Mexican Military Human Rights Violations

Last Tuesday, the Human Rights Commission released a report summarizing the results of its investigation on a June 2014 shoot out between the Mexican Army and gang suspects in Tlatlaya in the State of Mexico that left twenty-two people dead. The Commission’s report indicated that between twelve and fifteen of the deaths were carried out by six soldiers following the firefight. The shooting began following an assault on a military patrol on the morning of June 30th while investigating a guarded warehouse. The assault left twenty-two gang suspects dead and one soldier injured, making it one of the bloodiest military-gang battles in recent history.
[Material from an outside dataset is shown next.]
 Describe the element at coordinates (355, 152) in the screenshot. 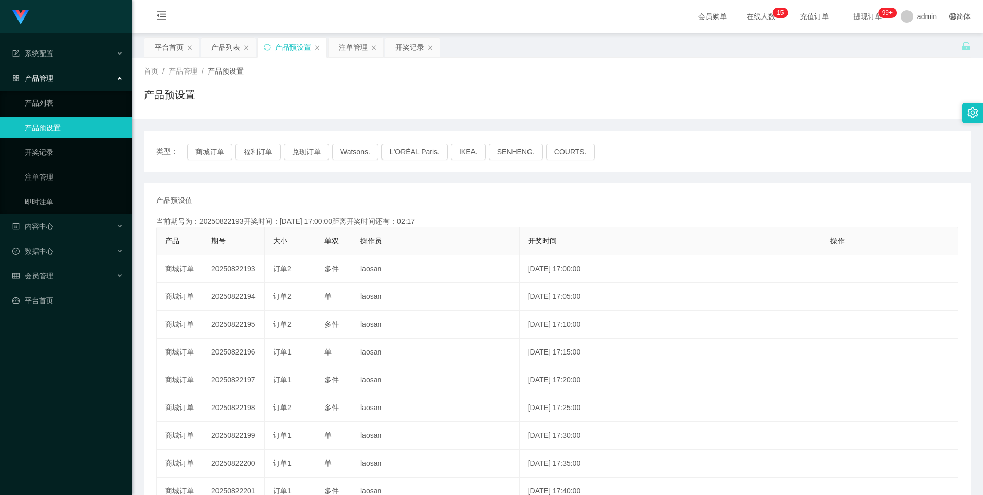

I see `button: Watsons.` at that location.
The event itself, however, did not warrant significant attention given Tlatlaya’s proximity to Guerrero, a Mexican state with high violence rates and cartel activity. The event only received media coverage once the Human Rights Commission began an independent investigation on federal involvement following accusations from the mother of one of the battle’s victims.

Source: Diego Fernández

The investigation uncovered evidence suggesting that the military took measures to cover up its involvement in what the commission calls “extrajudicial killings of alleged gang members”. The resulting report claimed that the majority of the bodies were moved into more aggressive positions, and weapons were laid next to all the corpses. It further claims that one of the captured gang member’s neck was twisted beyond its breaking point, four members were severely beaten with blunt instruments, and three had been shot execution style in the back of the head while unarmed.
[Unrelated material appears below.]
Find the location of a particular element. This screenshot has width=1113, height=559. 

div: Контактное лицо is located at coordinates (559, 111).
Further outrage occurred when the Commission determined that the civilian prosecutors for the State of Mexico responsible for investigating the killings waited months before beginning the investigation and used substandard evidence in compiling their report. The Human Rights Commission also determined that three of the women who

had survived the assault were physically assaulted and intimidated while in state custody.

The extent of the brutality and authoritative mismanagement lead Human Rights Commission president Raúl Plascensia to denounce the killings as one of the most serious human rights violations that can be committed.
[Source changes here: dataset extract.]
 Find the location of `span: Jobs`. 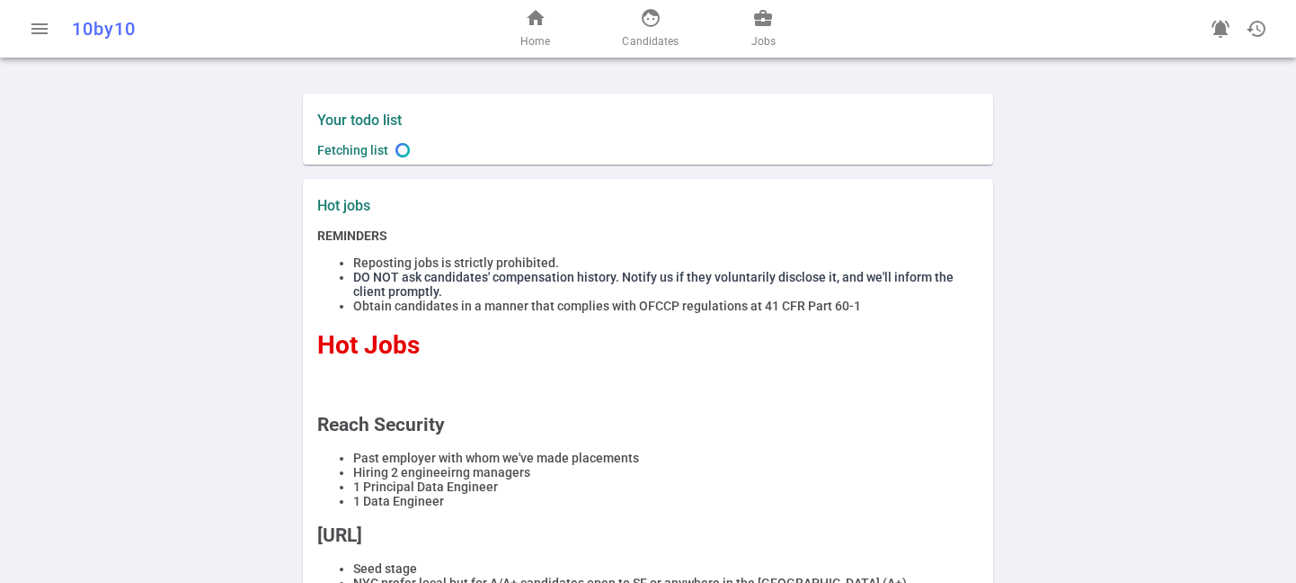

This is not the first instance of the Mexican military incurring international ire for the mistreatment of civilians and unarmed prisoners. The Felipe Calderon presidency justified the deaths of nearly three thousand civilian deaths by claiming they occurred during “attacks against military personnel”. These attacks, however, only accounted for the deaths of less than two hundred soldiers. Since Enrique Peña Nieto assumed the presidency in 2012, over six-hundred cases of civilian deaths have been attributed to military personnel.

These high levels of violence placed on the military are symptoms of the larger crisis Mexico faces from relying on its military for police actions. In 2006, then president Felipe Calderón sent thousands of soldiers from the Mexican army into Michoacán, a state in southwestern Mexico, to root out drug cartels that had became entrenched in the state. The use of soldiers in domestic territory began the practice of the sending military personal to combat cartels in places where the police where either unequipped or too corrupted to serve as effective bulwarks against the cartels’ violence and influence.

After a decade in Michoacán, the soldiers have proven ineffective at thwarting the cartels, allowing them to become more entrenched and numerous. The army’s lack of effectiveness in combating the cartels such as Knights Templar, encouraged civilians throughout Michoacán to take up arms against organized crime. The self-defense militias have enjoyed a surprising rate of success in pushing cartel forces out of rural towns and farms and have begun coordinating with government soldiers in the state.

Unfortunately, the rise of the citizen militia has done little to stem the high civilian casualty rate in the Mexican war on drugs, which is estimated to have exceeded 60,000 people.

Public trust in the Mexican military continues to erode as it charged for a growing number of human rights violations. A strong parallel can be drawn with public trust in the police forces, which recently suffered a significant drop following accusations that cartel-paid police officers kidnapped over forty students in the state of Guerrero.

As public faith in the Mexican military and police forces drops, more citizens could be incentivized to join the self-defense militias that have become increasingly common in rural areas. Should the militias’ numbers swell, or should public faith in Mexico’s public forces fall any further, Mexico could find itself primed for large scale civil unrest.